Still, the idea of allowing people to create exact genetic replicas of themselves unsettles America’s collective moral and ethical values, and some kind of moratorium on human cloning is called for. The challenge is wording such a law so that it does not impede useful research.

A good model is legislation proposed by the American Society for Reproductive Medicine. Sen. Dianne Feinstein (D-Calif.) is expected to draw from that model in a bill she is now drafting to forbid creating “a human child using somatic cell nuclear transfer.” This would put the prohibition where it belongs: on the actual making of a baby.

In the coming month, Congress plans to consider bills by Rep. Vernon J. Ehlers (R-Mich.) and Sen. Christopher Bond (R-Mo.) that would impede medical advancement by prohibiting scientists from introducing genetic material into a human egg “for the purpose of making a human clone.” But genetic research techniques likely to fall under this description allow scientists to see how individual genes are turned on and off during cell division and thus learn how to switch off the genes that cause debilitating illnesses like Huntington’s disease and cystic fibrosis. Scientists also need cloning techniques to find out how DNA is used to produce specialized cells.

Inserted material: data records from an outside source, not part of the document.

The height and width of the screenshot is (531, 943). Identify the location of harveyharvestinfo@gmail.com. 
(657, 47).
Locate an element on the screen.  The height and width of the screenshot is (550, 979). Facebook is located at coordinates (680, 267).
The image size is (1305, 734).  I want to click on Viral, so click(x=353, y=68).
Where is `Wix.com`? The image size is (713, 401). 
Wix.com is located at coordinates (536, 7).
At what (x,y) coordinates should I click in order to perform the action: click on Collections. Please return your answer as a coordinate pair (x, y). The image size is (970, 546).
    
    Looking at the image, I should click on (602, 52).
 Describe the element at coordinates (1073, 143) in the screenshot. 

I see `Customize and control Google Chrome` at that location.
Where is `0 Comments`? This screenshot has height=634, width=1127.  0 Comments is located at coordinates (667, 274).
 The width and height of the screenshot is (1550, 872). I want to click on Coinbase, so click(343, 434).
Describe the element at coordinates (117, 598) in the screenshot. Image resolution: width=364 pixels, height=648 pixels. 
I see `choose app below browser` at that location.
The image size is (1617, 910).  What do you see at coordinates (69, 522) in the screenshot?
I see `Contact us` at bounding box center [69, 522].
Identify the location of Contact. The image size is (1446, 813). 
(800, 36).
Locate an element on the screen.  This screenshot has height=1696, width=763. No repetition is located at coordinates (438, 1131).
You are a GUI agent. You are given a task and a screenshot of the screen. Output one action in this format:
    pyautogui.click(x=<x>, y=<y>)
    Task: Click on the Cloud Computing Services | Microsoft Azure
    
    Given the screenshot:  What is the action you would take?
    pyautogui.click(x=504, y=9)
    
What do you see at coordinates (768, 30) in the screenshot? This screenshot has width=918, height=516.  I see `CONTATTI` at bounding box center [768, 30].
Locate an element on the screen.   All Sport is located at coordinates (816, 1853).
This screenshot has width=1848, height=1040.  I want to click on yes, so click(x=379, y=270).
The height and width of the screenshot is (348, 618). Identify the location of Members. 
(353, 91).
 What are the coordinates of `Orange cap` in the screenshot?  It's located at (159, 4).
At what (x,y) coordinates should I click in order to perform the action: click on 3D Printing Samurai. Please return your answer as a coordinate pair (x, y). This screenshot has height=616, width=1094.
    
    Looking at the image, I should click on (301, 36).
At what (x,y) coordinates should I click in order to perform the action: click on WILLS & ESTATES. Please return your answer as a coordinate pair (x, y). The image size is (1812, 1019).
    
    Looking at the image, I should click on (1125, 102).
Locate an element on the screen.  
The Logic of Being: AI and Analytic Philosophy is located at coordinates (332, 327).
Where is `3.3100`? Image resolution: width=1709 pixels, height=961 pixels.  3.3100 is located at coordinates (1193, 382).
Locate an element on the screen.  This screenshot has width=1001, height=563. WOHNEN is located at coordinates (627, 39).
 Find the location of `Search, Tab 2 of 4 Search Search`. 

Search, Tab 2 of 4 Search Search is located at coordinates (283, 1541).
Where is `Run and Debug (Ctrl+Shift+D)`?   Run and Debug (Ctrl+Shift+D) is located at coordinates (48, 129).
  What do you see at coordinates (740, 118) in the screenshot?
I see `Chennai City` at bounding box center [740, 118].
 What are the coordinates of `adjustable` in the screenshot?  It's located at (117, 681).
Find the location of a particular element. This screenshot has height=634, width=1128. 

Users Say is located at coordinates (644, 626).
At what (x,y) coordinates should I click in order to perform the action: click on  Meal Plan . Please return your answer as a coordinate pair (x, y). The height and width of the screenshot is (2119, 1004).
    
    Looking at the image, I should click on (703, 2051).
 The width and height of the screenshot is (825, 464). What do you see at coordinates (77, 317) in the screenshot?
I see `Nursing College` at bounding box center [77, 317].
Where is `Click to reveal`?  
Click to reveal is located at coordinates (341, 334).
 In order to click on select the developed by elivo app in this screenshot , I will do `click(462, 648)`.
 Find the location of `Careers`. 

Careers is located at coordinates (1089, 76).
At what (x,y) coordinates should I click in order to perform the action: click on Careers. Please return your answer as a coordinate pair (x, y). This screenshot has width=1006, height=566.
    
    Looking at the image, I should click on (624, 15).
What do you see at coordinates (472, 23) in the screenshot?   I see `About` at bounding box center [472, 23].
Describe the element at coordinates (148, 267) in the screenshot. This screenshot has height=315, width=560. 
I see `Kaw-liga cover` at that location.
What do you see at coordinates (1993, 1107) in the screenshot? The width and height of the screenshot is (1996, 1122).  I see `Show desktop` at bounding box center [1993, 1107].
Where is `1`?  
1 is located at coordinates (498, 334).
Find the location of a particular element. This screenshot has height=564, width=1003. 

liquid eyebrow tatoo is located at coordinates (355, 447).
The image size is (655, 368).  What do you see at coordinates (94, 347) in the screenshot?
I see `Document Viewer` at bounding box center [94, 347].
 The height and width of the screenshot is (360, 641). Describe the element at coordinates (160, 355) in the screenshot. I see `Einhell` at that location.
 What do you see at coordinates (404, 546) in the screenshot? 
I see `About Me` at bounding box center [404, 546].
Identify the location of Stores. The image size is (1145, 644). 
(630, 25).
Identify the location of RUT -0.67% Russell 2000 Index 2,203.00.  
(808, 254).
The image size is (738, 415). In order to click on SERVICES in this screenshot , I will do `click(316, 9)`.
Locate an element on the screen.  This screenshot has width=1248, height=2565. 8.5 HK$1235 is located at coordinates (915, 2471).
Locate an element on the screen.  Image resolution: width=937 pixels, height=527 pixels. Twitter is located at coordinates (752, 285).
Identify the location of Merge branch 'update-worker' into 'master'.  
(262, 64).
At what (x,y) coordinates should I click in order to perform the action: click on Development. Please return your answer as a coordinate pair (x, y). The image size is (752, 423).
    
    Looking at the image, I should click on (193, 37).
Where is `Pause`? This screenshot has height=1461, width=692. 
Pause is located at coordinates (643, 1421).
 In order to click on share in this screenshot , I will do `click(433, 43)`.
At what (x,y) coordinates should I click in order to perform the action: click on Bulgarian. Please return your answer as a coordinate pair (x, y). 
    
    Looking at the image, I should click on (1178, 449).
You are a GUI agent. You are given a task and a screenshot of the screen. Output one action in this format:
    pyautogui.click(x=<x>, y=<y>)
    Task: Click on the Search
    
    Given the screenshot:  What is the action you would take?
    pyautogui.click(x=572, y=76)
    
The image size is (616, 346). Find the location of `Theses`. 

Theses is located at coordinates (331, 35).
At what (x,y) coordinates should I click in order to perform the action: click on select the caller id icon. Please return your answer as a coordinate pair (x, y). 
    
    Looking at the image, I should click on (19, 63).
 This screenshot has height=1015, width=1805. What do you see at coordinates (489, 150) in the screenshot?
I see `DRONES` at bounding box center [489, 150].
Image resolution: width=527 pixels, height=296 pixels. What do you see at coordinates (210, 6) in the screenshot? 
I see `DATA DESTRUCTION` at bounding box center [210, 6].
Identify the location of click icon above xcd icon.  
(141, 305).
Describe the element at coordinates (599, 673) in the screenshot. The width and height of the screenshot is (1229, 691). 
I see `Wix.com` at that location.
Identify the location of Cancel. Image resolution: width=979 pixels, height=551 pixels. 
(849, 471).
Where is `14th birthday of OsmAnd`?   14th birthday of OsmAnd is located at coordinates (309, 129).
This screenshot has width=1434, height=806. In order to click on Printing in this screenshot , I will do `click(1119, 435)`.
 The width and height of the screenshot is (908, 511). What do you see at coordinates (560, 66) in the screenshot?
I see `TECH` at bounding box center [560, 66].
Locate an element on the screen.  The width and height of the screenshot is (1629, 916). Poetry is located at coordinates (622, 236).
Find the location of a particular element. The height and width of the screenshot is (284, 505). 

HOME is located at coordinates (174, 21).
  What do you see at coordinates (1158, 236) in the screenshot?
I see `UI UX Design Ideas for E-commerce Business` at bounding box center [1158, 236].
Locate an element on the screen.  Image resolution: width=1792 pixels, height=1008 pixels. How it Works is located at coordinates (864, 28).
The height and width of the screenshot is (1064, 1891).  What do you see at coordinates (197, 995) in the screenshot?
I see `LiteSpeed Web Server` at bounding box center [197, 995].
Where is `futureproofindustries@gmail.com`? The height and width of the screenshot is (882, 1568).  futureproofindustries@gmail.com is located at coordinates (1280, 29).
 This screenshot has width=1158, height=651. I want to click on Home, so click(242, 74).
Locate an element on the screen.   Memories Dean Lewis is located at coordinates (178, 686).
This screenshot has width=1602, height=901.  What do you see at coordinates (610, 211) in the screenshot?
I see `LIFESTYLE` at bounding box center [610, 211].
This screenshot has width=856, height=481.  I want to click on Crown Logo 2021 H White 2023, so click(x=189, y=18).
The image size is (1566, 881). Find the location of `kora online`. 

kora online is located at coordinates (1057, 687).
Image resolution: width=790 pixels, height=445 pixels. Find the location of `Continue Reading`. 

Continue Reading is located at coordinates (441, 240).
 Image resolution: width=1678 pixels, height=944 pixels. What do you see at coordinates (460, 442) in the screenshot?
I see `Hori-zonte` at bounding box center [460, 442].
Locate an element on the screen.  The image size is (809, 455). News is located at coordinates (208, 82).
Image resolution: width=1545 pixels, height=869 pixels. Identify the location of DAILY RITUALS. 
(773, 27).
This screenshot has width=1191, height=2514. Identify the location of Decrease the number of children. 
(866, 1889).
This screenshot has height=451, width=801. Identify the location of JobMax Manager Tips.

Understanding this might allow people with heart disease to grow arteries instead of having bypass surgery.

The discovery that higher mammals can be cloned is more a cause for hope than dismay, for it is likely to inspire a host of medical advances. The challenge for Congress is to distinguish between the lunatic fringe of science and the usefulness of medical research techniques that involve manipulation of genetic material. Wise legislation would distinguish between the yearning of the infertile couple for a child with both of their genes and the troublesome vault into the ethical unknown of human cloning.